I am new to HaxeDevelop (but experienced with FlashDevelop) and it has essentially no useful documentation that I can find via a Google search. I am trying to get a simple app up and running with OpenFL and Starling. It had an issue so I tried putting a breakpoint. However, it doesn't stop at the breakpoint. I even put several breakpoints in the main class code and it won't stop. I've even tried making a new project with just a main class and a dummy class and it won't breakpoint on this either. Do I have to tell it to use a special debug process or something? Do I need to install any more software? Should I just use VS Code?
I installed HaxeDevelop and haxe and lime and OpenFL. I made a new OpenFL project and did some simple work in the Main file (make some integer variables, prints some stuff etc.) and littered it with breakpoints.
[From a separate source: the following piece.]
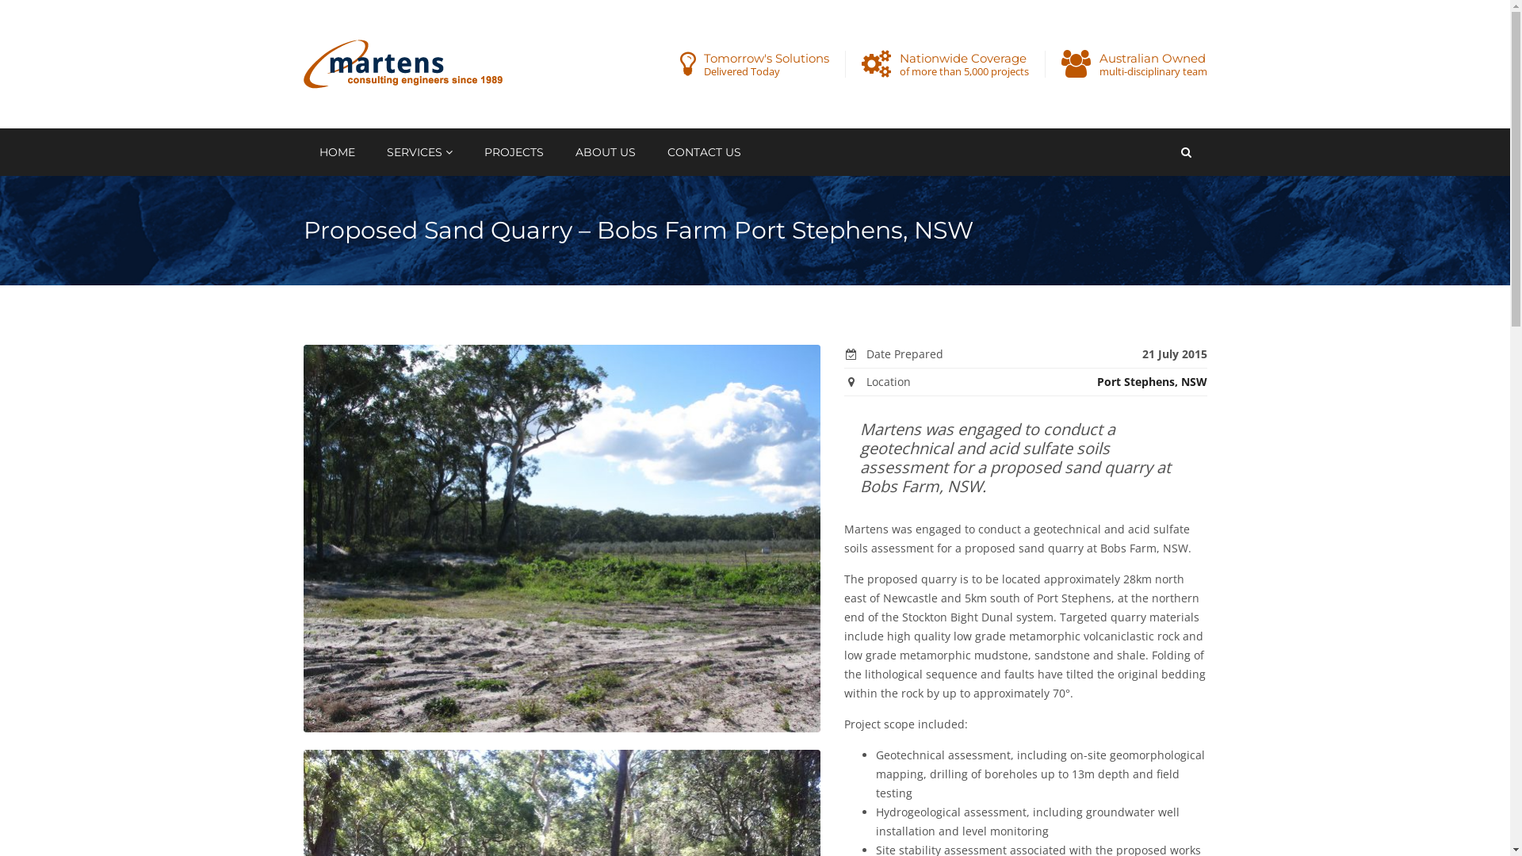 The image size is (1522, 856). Describe the element at coordinates (420, 152) in the screenshot. I see `SERVICES` at that location.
I run it and the output prints (but does not stop at any breakpoints):
Build succeeded
Done(0)
haxelib run lime run "project.xml" neko -debug
Running process: C:\HaxeToolkit\haxe\haxelib.exe run lime run "project.xml" neko -debug
Main.hx:17: Hello World!
Main.hx:21: Did some stuff... Did it stop?
Done(0)
I've tried it using neko, html5, and flash and none of them will stop at the breakpoints.
If anyone knows of a good tutorial for getting Haxe to run in debug mode in HaxeDevelop, FlashDevelop, or VS Code, I would super appreciate it.
HaxeDevelop / FlashDevelop only support breakpoint debugging on the Flash target. It can be a bit tricky to set up since it requires a 32 bit Java to be in your PATH
(this limitation does not exist with Flash debugging in VSCode). You also need to make sure that a Flash Debug Player is associated with .swf
files. You can find more details here and here.
VSCode on the other hand supports debugging a much wider range of targets:
There is no debugging support for the Neko target in any IDE.
If you are using OpenFL, you should install the Lime extension, which handles all the configuration of the individual debug adapters for you (note: this requires Lime 7.3.0 or newer). In a fresh project, simply "Start Debugging" and select "Lime" from the dropdown:
This creates a Lime launch configuration in .vscode/launch.json
:
{
"version": "0.2.0",
"configurations": [
{
"name": "Lime",
"type": "lime",
"request": "launch"
}
]
}
Debugging should now work out of the box with the currently selected target (just make sure you have the "Debug" configuration of the target selected). You can click the status bar indicator to switch between configurations:
If you're missing a debug extension, the Lime extension should open a popup that offers to install it.